Precarious Citizenship: Unseen, Settled and Alone – The Legal and Protection Needs of ‘Undocumented’ Children and Young People in England and Wales.

Our new report is out, presenting the findings of over four years of specialist casework with 52 separated children and young people whose lives have been affected by being ‘undocumented’ – unable to prove that they are British or otherwise lawfully allowed to remain in the UK.

The launch event for Precarious Citizenship: Unseen, Settled and Alone, held yesterday, continued MiCLU’s aim of bringing together a diversity of professionals working in support of this group, from social workers, lawyers, teachers, healthcare professionals and others in frontline services to campaigners and academics. Speakers from the MiCLU team were joined by Paul Bowen QC and representatives from UNHCR, the Prince’s Trust, the Project for the Registration of Children as British Citizens, Centre Point and the Children’s Society to discuss and explore the findings and implications of the report – which is the first of its kind to scope the legal, protection and welfare needs of ‘undocumented’ young people who are alone in the UK.

Report-launch

By combining the expertise of children’s rights lawyers with specialisms in immigration, housing and education and narrating individual journeys through a range of interventions, Precarious Citizenship: Unseen, Settled and Alone elaborates on the protracted and interconnected socio-legal problems that render undocumented children and young people particularly vulnerable and lacking effective support. In the context of LASPO and other austerity-driven cuts to public services, the government’s ‘hostile environment’ strategy and the ever-shifting field of immigration and asylum law, undocumented children and young people are falling through bureaucratic, legislative and systemic cracks that are not covered by the asylum system, mainstream welfare services or existing children’s legislation and procedural guidelines.

In the report we model and argue for a child-rights focused, multi-disciplinary practice that gives primary consideration to the child or young person’s immediate needs and future best interests.

The first obstacle to protecting and supporting undocumented children and young people lies in identification: frequently they are not aware of their situation until a crisis or “watershed” moment such as leaving home, starting a job, applying for higher education, or applying for welfare benefits. This new awareness can itself be devastating, an attack on their very ‘identity’ – learning from an adult or stranger during childhood or transition into adulthood that they do not belong in the UK because they have no documentation to prove their ‘legal’ right to stay in the place they have long believed to be their home.

Ninety percent of the cohort believed themselves to be British at the point of referral, and 30 of the total 52 did not receive the correct identification of their immigration problem, despite accessing support. This finding exposes a major gap in current service provision, which unrealistically expects children and young people with multiple vulnerabilities to engage with a complex legal framework in order to self-identify their status and legal needs and take action accordingly.

The inability of the children and young people to evidence their right to live, work, study or access services in the UK gave rise to a wide array of other problems that in turn prevented proper engagement with the immigration legal issue that triggered these problems. Often a lack of child-friendly service provision meant that an initial barrier was the child or young person’s mistrust of adult professionals, who had failed to understand or address their particular vulnerabilities or turned them away altogether as ineligible on the basis of their lack of documentation – a damaging misperception resulting from the lingering legacy of the UK’s historic reservation to the UN Convention on the Rights of a Child in relation to immigration.

This mistrust of adult professionals, combined with a justified fear that bringing themselves to the attention of the authorities might impact their ability to stay in the UK, led to mediation becoming an essential strand of the casework. Mediation also took on particular importance given the frequent breakdown of relationships with family or a carer experienced by the cohort, which in some cases prevented access to documents or information that would advance their cases. While adults who enter the country with a spouse are protected by the immigration rules if their relationship breaks down due to domestic abuse, no such protections exist for child or young dependants.

The casework approach underlying the research was highly successful in bringing about positive outcomes for children and young people: at the time of publication 86% had moved on from undocumented status, and all had had their most immediate legal and social needs met (though many were still involved in protracted battles over welfare benefits, housing and long term leave to remain). Such outcomes are exceptional: the casework team offered intervention far beyond the scope of current legal aid provision, and purposely targeted a group who are scarcely mentioned in current statutory guidance. The sea change in attitudes, practice and policy that is required to protect this group is summarised in our eight broad recommendations at the end of the report.

Key messages we took home from yesterday’s launch, coming from the fantastic speakers and commenters, were that children must be treated as children first and as migrants second; and it needs people from all professions to work together, to think innovatively about what fresh interventions they can make in their work in order to make this group of children and young people seen, to be able to help them so they are no longer alone.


Write out the data word for word and omit every picture.

▸ **SUPPLIED RECORDS**:
* * * * * * *

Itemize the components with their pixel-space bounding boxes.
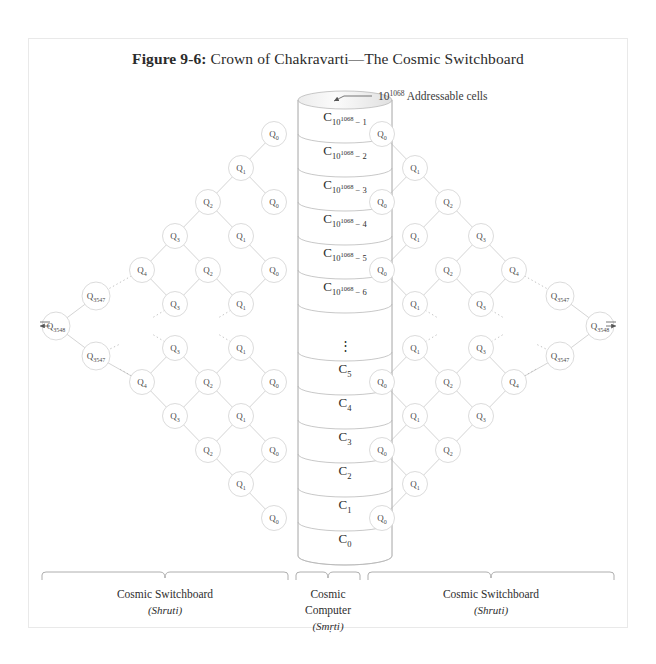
switchboard-node[interactable]: Q1	[229, 156, 254, 181]
switchboard-node[interactable]: Q1	[229, 336, 254, 361]
cylinder-cell-label: C5	[339, 361, 352, 379]
cylinder-cell-divider	[298, 168, 392, 177]
switchboard-node[interactable]: Q3	[469, 224, 494, 249]
switchboard-node[interactable]: Q0	[370, 258, 395, 283]
switchboard-node[interactable]: Q0	[370, 438, 395, 463]
cylinder-cell-label: C1	[339, 497, 352, 515]
switchboard-nodes-right: Q0Q1Q2Q0Q3Q1Q4Q2Q0Q3547Q3Q1Q3548Q3547Q3Q…	[370, 122, 615, 531]
switchboard-node[interactable]: Q3	[163, 336, 188, 361]
section-brace-sublabel: (Shruti)	[148, 604, 183, 617]
switchboard-node[interactable]: Q0	[370, 370, 395, 395]
switchboard-node[interactable]: Q2	[436, 438, 461, 463]
cosmic-switchboard-diagram: C101068 − 1C101068 − 2C101068 − 3C101068…	[0, 0, 656, 664]
section-brace	[42, 572, 288, 580]
cylinder-cell-label: C101068 − 2	[323, 143, 366, 161]
switchboard-node[interactable]: Q1	[403, 472, 428, 497]
section-brace-sublabel: (Shruti)	[474, 604, 509, 617]
cylinder-cell-label: C101068 − 3	[323, 177, 366, 195]
section-brace	[368, 572, 614, 580]
section-brace	[296, 572, 360, 580]
switchboard-edges-left	[56, 134, 274, 518]
cylinder-cell-divider	[298, 236, 392, 245]
cylinder-ellipsis: ⋮	[339, 338, 352, 353]
switchboard-node[interactable]: Q2	[196, 370, 221, 395]
switchboard-nodes-left: Q0Q1Q2Q0Q3Q1Q4Q2Q0Q3547Q3Q1Q3548Q3547Q3Q…	[42, 122, 287, 531]
section-brace-label-line2: Computer	[305, 604, 351, 617]
switchboard-node[interactable]: Q0	[262, 506, 287, 531]
switchboard-node[interactable]: Q0	[370, 190, 395, 215]
cylinder-cell-label: C101068 − 6	[323, 279, 366, 297]
cylinder-cell-label: C0	[339, 531, 352, 549]
switchboard-node[interactable]: Q3	[163, 224, 188, 249]
cylinder-cell-divider	[298, 304, 392, 313]
switchboard-node[interactable]: Q4	[130, 258, 155, 283]
switchboard-node[interactable]: Q4	[502, 370, 527, 395]
switchboard-node[interactable]: Q0	[262, 438, 287, 463]
switchboard-node[interactable]: Q1	[229, 472, 254, 497]
switchboard-node[interactable]: Q0	[370, 122, 395, 147]
section-brace-label: Cosmic	[310, 588, 345, 600]
switchboard-node[interactable]: Q1	[229, 404, 254, 429]
cylinder-cell-label: C4	[339, 395, 353, 413]
switchboard-node[interactable]: Q3547	[546, 342, 574, 370]
switchboard-edges-right	[382, 134, 600, 518]
switchboard-node[interactable]: Q3	[163, 404, 188, 429]
switchboard-continuation-left	[96, 270, 241, 382]
switchboard-node[interactable]: Q3	[469, 404, 494, 429]
switchboard-node[interactable]: Q1	[229, 292, 254, 317]
switchboard-node[interactable]: Q2	[436, 258, 461, 283]
switchboard-node[interactable]: Q4	[502, 258, 527, 283]
switchboard-node[interactable]: Q3	[469, 292, 494, 317]
annotation-label: 101068 Addressable cells	[378, 89, 488, 103]
switchboard-node[interactable]: Q2	[196, 258, 221, 283]
switchboard-node[interactable]: Q1	[403, 404, 428, 429]
switchboard-node[interactable]: Q3	[163, 292, 188, 317]
cylinder-cell-label: C101068 − 4	[323, 211, 367, 229]
section-braces: Cosmic Switchboard(Shruti)CosmicComputer…	[42, 572, 614, 633]
switchboard-node[interactable]: Q1	[229, 224, 254, 249]
switchboard-node[interactable]: Q0	[262, 122, 287, 147]
cylinder-cell-label: C3	[339, 429, 352, 447]
section-brace-label: Cosmic Switchboard	[117, 588, 213, 600]
figure-root: Figure 9-6: Crown of Chakravarti—The Cos…	[0, 0, 656, 664]
cylinder-cell-label: C2	[339, 463, 352, 481]
section-brace-label: Cosmic Switchboard	[443, 588, 539, 600]
cylinder-cell-label: C101068 − 5	[323, 245, 366, 263]
switchboard-node[interactable]: Q0	[262, 190, 287, 215]
cosmic-computer-cylinder: C101068 − 1C101068 − 2C101068 − 3C101068…	[298, 91, 392, 565]
switchboard-node[interactable]: Q3547	[82, 282, 110, 310]
switchboard-node[interactable]: Q3547	[546, 282, 574, 310]
switchboard-node[interactable]: Q2	[436, 190, 461, 215]
cylinder-cell-label: C101068 − 1	[323, 109, 366, 127]
switchboard-node[interactable]: Q0	[262, 258, 287, 283]
section-brace-sublabel: (Smṛti)	[312, 620, 344, 633]
switchboard-node[interactable]: Q1	[403, 224, 428, 249]
switchboard-node[interactable]: Q4	[130, 370, 155, 395]
switchboard-end-arrows	[40, 322, 616, 326]
switchboard-node[interactable]: Q0	[370, 506, 395, 531]
switchboard-node[interactable]: Q1	[403, 156, 428, 181]
switchboard-node[interactable]: Q1	[403, 336, 428, 361]
switchboard-node[interactable]: Q1	[403, 292, 428, 317]
switchboard-node[interactable]: Q2	[196, 438, 221, 463]
switchboard-continuation-right	[415, 270, 560, 382]
switchboard-node[interactable]: Q0	[262, 370, 287, 395]
switchboard-node[interactable]: Q2	[436, 370, 461, 395]
switchboard-node[interactable]: Q3547	[82, 342, 110, 370]
switchboard-node[interactable]: Q2	[196, 190, 221, 215]
switchboard-node[interactable]: Q3	[469, 336, 494, 361]
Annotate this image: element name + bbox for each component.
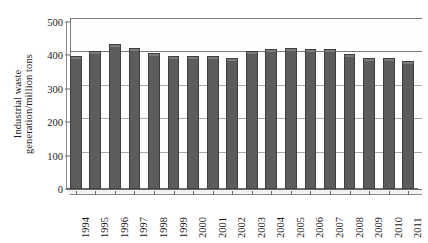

* * * * * * *

▸ **ANSWER TO THIS EXERCISE**:
Itemize the components with their pixel-space bounding boxes.
switchboard-node[interactable]: Q1	[229, 156, 254, 181]
switchboard-node[interactable]: Q1	[229, 336, 254, 361]
cylinder-cell-label: C5	[339, 361, 352, 379]
cylinder-cell-divider	[298, 168, 392, 177]
switchboard-node[interactable]: Q3	[469, 224, 494, 249]
switchboard-node[interactable]: Q0	[370, 258, 395, 283]
switchboard-node[interactable]: Q0	[370, 438, 395, 463]
cylinder-cell-label: C1	[339, 497, 352, 515]
switchboard-nodes-right: Q0Q1Q2Q0Q3Q1Q4Q2Q0Q3547Q3Q1Q3548Q3547Q3Q…	[370, 122, 615, 531]
switchboard-node[interactable]: Q3	[163, 336, 188, 361]
section-brace-sublabel: (Shruti)	[148, 604, 183, 617]
switchboard-node[interactable]: Q0	[370, 370, 395, 395]
switchboard-node[interactable]: Q2	[436, 438, 461, 463]
cosmic-switchboard-diagram: C101068 − 1C101068 − 2C101068 − 3C101068…	[0, 0, 656, 664]
section-brace	[42, 572, 288, 580]
cylinder-cell-label: C101068 − 2	[323, 143, 366, 161]
switchboard-node[interactable]: Q1	[403, 472, 428, 497]
section-brace-sublabel: (Shruti)	[474, 604, 509, 617]
cylinder-cell-label: C101068 − 3	[323, 177, 366, 195]
section-brace	[368, 572, 614, 580]
section-brace	[296, 572, 360, 580]
switchboard-edges-left	[56, 134, 274, 518]
cylinder-cell-divider	[298, 236, 392, 245]
cylinder-ellipsis: ⋮	[339, 338, 352, 353]
switchboard-node[interactable]: Q2	[196, 370, 221, 395]
switchboard-nodes-left: Q0Q1Q2Q0Q3Q1Q4Q2Q0Q3547Q3Q1Q3548Q3547Q3Q…	[42, 122, 287, 531]
section-brace-label-line2: Computer	[305, 604, 351, 617]
switchboard-node[interactable]: Q0	[262, 506, 287, 531]
switchboard-node[interactable]: Q0	[370, 190, 395, 215]
cylinder-cell-label: C101068 − 6	[323, 279, 366, 297]
cylinder-cell-label: C0	[339, 531, 352, 549]
switchboard-node[interactable]: Q3	[163, 224, 188, 249]
cylinder-cell-divider	[298, 304, 392, 313]
switchboard-node[interactable]: Q4	[130, 258, 155, 283]
switchboard-node[interactable]: Q4	[502, 370, 527, 395]
switchboard-node[interactable]: Q0	[262, 438, 287, 463]
switchboard-node[interactable]: Q1	[229, 472, 254, 497]
switchboard-node[interactable]: Q0	[370, 122, 395, 147]
section-brace-label: Cosmic	[310, 588, 345, 600]
switchboard-node[interactable]: Q1	[229, 404, 254, 429]
cylinder-cell-label: C4	[339, 395, 353, 413]
switchboard-node[interactable]: Q3547	[546, 342, 574, 370]
switchboard-edges-right	[382, 134, 600, 518]
switchboard-node[interactable]: Q3	[163, 404, 188, 429]
switchboard-continuation-left	[96, 270, 241, 382]
switchboard-node[interactable]: Q3	[469, 404, 494, 429]
switchboard-node[interactable]: Q1	[229, 292, 254, 317]
switchboard-node[interactable]: Q2	[436, 258, 461, 283]
switchboard-node[interactable]: Q4	[502, 258, 527, 283]
switchboard-node[interactable]: Q3	[469, 292, 494, 317]
annotation-label: 101068 Addressable cells	[378, 89, 488, 103]
switchboard-node[interactable]: Q2	[196, 258, 221, 283]
switchboard-node[interactable]: Q1	[403, 404, 428, 429]
switchboard-node[interactable]: Q3	[163, 292, 188, 317]
cylinder-cell-label: C101068 − 4	[323, 211, 367, 229]
section-braces: Cosmic Switchboard(Shruti)CosmicComputer…	[42, 572, 614, 633]
switchboard-node[interactable]: Q1	[229, 224, 254, 249]
switchboard-node[interactable]: Q0	[262, 122, 287, 147]
cylinder-cell-label: C3	[339, 429, 352, 447]
section-brace-label: Cosmic Switchboard	[117, 588, 213, 600]
figure-root: Figure 9-6: Crown of Chakravarti—The Cos…	[0, 0, 656, 664]
cylinder-cell-label: C2	[339, 463, 352, 481]
section-brace-label: Cosmic Switchboard	[443, 588, 539, 600]
cylinder-cell-label: C101068 − 5	[323, 245, 366, 263]
switchboard-node[interactable]: Q0	[262, 190, 287, 215]
cosmic-computer-cylinder: C101068 − 1C101068 − 2C101068 − 3C101068…	[298, 91, 392, 565]
switchboard-node[interactable]: Q3547	[82, 282, 110, 310]
switchboard-node[interactable]: Q3547	[546, 282, 574, 310]
switchboard-node[interactable]: Q2	[436, 190, 461, 215]
cylinder-cell-label: C101068 − 1	[323, 109, 366, 127]
switchboard-node[interactable]: Q0	[262, 258, 287, 283]
section-brace-sublabel: (Smṛti)	[312, 620, 344, 633]
switchboard-node[interactable]: Q1	[403, 224, 428, 249]
switchboard-node[interactable]: Q4	[130, 370, 155, 395]
switchboard-end-arrows	[40, 322, 616, 326]
switchboard-node[interactable]: Q0	[370, 506, 395, 531]
switchboard-node[interactable]: Q1	[403, 156, 428, 181]
switchboard-node[interactable]: Q1	[403, 336, 428, 361]
switchboard-node[interactable]: Q1	[403, 292, 428, 317]
switchboard-node[interactable]: Q2	[196, 438, 221, 463]
switchboard-continuation-right	[415, 270, 560, 382]
switchboard-node[interactable]: Q0	[262, 370, 287, 395]
switchboard-node[interactable]: Q2	[436, 370, 461, 395]
switchboard-node[interactable]: Q3547	[82, 342, 110, 370]
switchboard-node[interactable]: Q2	[196, 190, 221, 215]
switchboard-node[interactable]: Q3	[469, 336, 494, 361]
Annotate this image: element name + bbox for each component.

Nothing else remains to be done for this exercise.